If you're asking how the existence of a fundamental length or energy coincides with Lorentz invariance, the answer is "in a Lorentz invariant way". In other words to probe physics at the Planck energy, one needs a Lorentz invariant quantity with dimensions of energy (like the center of mass energy of a collision) to be of that size or larger.
 
I'm also wondering how does this mesh with relativistic effects and time progression?
Show off. ;)


This is going to have to wait until I have time for serious Universe contemplating. I sooo want to understand this. I know I can. Surely a lay language explanation is out there somewhere.

It isn't Plancks I don't get. It isn't the technical language. It's conceptualizing the structure. The balloon surface continuum I get. But that's 2D and it just doesn't cut it for me as a substitute for 3D continuum shape of the Universe if the Universe folds back on itself.

I understand how a black hole could evaporate.

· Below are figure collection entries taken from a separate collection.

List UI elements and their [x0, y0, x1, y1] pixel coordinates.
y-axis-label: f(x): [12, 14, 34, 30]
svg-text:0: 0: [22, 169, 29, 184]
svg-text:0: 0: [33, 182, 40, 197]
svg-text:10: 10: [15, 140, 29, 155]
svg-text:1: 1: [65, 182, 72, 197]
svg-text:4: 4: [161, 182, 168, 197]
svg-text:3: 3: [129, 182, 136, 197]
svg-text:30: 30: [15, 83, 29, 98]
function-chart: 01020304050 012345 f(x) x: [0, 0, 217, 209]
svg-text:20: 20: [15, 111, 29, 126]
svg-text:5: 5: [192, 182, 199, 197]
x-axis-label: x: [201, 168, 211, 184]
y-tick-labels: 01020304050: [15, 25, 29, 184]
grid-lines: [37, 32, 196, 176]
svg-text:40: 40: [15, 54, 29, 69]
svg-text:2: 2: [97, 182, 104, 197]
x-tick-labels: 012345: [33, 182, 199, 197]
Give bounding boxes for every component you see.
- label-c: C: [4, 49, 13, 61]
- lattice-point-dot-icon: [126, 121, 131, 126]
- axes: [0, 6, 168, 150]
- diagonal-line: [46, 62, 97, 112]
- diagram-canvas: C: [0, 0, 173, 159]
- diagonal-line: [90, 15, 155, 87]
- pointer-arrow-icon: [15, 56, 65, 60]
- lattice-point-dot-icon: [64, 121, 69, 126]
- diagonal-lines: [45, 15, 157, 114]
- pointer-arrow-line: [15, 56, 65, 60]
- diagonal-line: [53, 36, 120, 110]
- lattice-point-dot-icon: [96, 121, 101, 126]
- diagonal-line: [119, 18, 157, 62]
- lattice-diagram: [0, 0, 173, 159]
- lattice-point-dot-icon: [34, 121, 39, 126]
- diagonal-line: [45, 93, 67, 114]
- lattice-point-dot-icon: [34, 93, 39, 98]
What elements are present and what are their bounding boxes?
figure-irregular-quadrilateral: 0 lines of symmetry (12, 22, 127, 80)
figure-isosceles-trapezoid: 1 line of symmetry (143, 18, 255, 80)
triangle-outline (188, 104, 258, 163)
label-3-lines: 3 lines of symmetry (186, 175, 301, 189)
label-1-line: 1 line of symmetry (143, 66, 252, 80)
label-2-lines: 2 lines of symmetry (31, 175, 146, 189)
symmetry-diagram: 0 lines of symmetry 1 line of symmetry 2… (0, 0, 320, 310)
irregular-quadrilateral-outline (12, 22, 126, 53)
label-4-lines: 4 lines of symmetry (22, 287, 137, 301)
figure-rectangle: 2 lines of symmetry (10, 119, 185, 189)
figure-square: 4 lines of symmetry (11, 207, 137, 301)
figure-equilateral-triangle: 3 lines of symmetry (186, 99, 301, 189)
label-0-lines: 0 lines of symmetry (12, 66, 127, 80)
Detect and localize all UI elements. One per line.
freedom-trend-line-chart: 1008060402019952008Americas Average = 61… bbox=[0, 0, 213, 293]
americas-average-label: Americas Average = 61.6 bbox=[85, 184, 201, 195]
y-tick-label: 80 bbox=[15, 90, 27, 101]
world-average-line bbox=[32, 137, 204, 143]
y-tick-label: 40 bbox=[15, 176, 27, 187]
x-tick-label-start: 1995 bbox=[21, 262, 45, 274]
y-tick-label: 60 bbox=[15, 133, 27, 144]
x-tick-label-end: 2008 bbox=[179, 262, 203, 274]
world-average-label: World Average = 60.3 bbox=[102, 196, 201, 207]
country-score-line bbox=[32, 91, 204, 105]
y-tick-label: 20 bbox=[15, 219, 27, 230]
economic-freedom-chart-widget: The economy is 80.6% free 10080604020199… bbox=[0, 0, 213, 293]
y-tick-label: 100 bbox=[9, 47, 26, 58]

But how would it not have any information?

I get the gravity wave vs particle vs something else, and even tiny dimensions gravity might leak into that we can't see. But picturing the structure of more than 3 dimensions plus time eludes me.

THERE HAS TO BE STRUCTURE. IF THERE IS STRUCTURE, WE SHOULD BE ABLE TO MAKE A MODEL OF IT, not a substitute model like a 2D surface for a 3D surface.

I WANT PICTURES! I WANT A MODEL! :D
 
I thought the surface of a ball was considered 2D even though it's curved. Well if the universe was like a balloon along the inside then wouldn't that too be 2D?

I think there has to be care in elaborate simulations regarding the exact structure of the universe. (To avoid using too much computational capacity, avoiding the risk of simulating sentient beings on some of the planets in this universe -- it wouldn't be right for them, and wasting money and resources on projects that can be of more immediate concern).

More research performed using devices like GEO-600 will probably ultimately give us the answers that we seek.


INRM
 
The surface of a ball or balloon is 2D. But it is used as a model for the expanding 3 dimensions of the Universe. It doesn't quite cut it for my Universe contemplating.
 
The surface of a ball or balloon is 2D. But it is used as a model for the expanding 3 dimensions of the Universe. It doesn't quite cut it for my Universe contemplating.

Physics is a mathematical science. If you don't understand the math you can't truly understand the physics. But you can sometimes get an idea of it from analogies, and that's what the 2-sphere (that's the surface of a ball) is for - to help you gain some intuition about what a 3-sphere is.

As an example, on a 2-sphere if you draw a circle (a 1-sphere) around a point (the north pole, say) and then make the circle expand, after a while it reaches a maximum circumference (the equator). If you keep going it contracts down onto the antipodal point (the south pole) from the one you started at. Exactly the same goes from a 0-sphere (which is two points) on a 1-sphere.

Given that, it's pretty clear (and it's true) that on a 3-sphere, if you start with a 2-sphere centered on a point and expand it, after a while it reaches a maximum size, and if you keep going it contracts again onto a different point. Understand that fully and you've understood a lot of what there is to know about 3-spheres.